Sean Harris specializes in these roles. His part as a mass shooter in “Southcliffe” is an example. Deep empathy, a psychoanalyst would claim, can help a PIP, but mostly society just denies anything is wrong. They’re too scary. They don’t confront like, say, an oppositional defiant kid. It's always a big surprise when they begin to shoot people.
These two “types” of aggression are so different that I’m not sure there’s enough similarity to justify bracketing them together, except that we don’t like their behavior. RADI is the result of brain hard-wiring but PIP appears to come from deeply constructed assumptions about the nature of the world that developed because of experience. To what extent are we making assumptions about people who appear to have no conscience, no empathy as though it were the fault of the individual instead of the society?
What interests me and is open to further investigation is the social tolerance of macho Maximo, his bad temper and drinking, his abuse of wife and children, that produces the next generation which is “callous.” There is some anecdotal understanding, but maybe it overlooks the degree to which Micheletto needs a primary powerful figure in order to operate: a cardinal, a king.

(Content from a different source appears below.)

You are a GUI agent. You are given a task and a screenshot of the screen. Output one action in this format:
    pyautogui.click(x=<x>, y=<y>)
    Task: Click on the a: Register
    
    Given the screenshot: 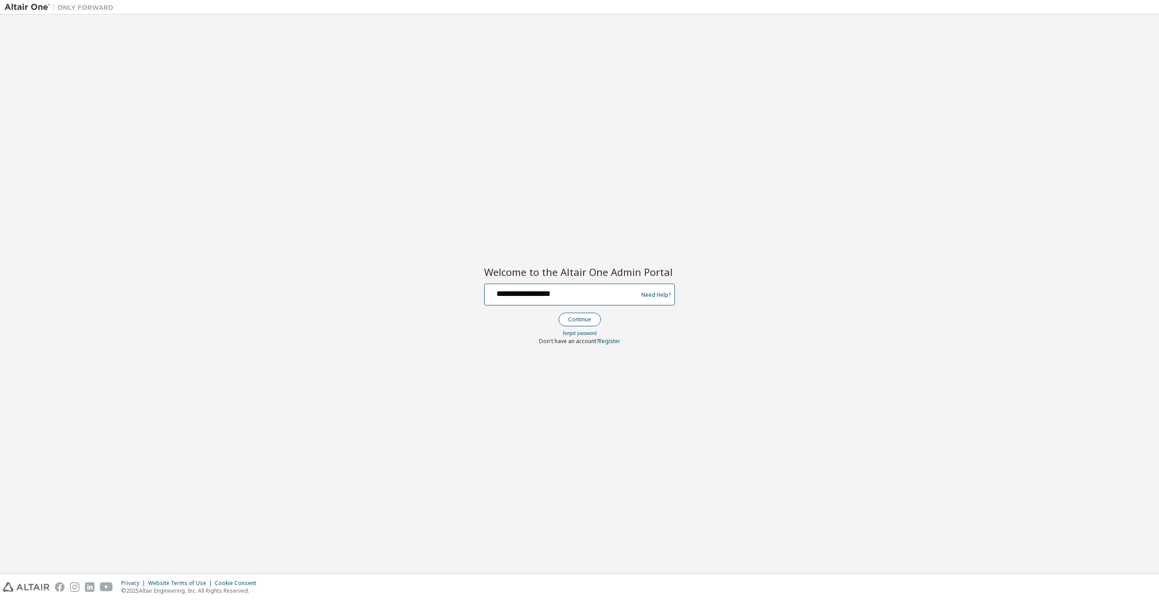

He is the shadow of the throne, so why not remove both, as we rightly did in the case of Watergate? (Nixon as RADI, Gordon Liddy as PIP.)
One argument would be that the two types are part of a larger ecology of society that supports both RADI and PIP. The evidence would be the multitude of popular storylines about the intemperate hero (dad) and the enabling partner (mom or sidekick). The connecting tissue is economic, and I include the research sociologists, always looking for funding of their own underlying investigative architecture that justifies "serving society", trying to find ways to control youngsters -- but without disturbing the legal structures already in place and by expanding the usefulness of pharma-solutions to control and suppress. Both are major money-making bureaucratic enterprises.
The planetary connectome of cultures includes brain architecture that evolved millennia ago and was basic to survival -- interacting with the consequences of what today’s culture teaches our children, but not enough to prevent war. Somewhere in the welter and scramble is a real-life Micheletto, a suffering soul.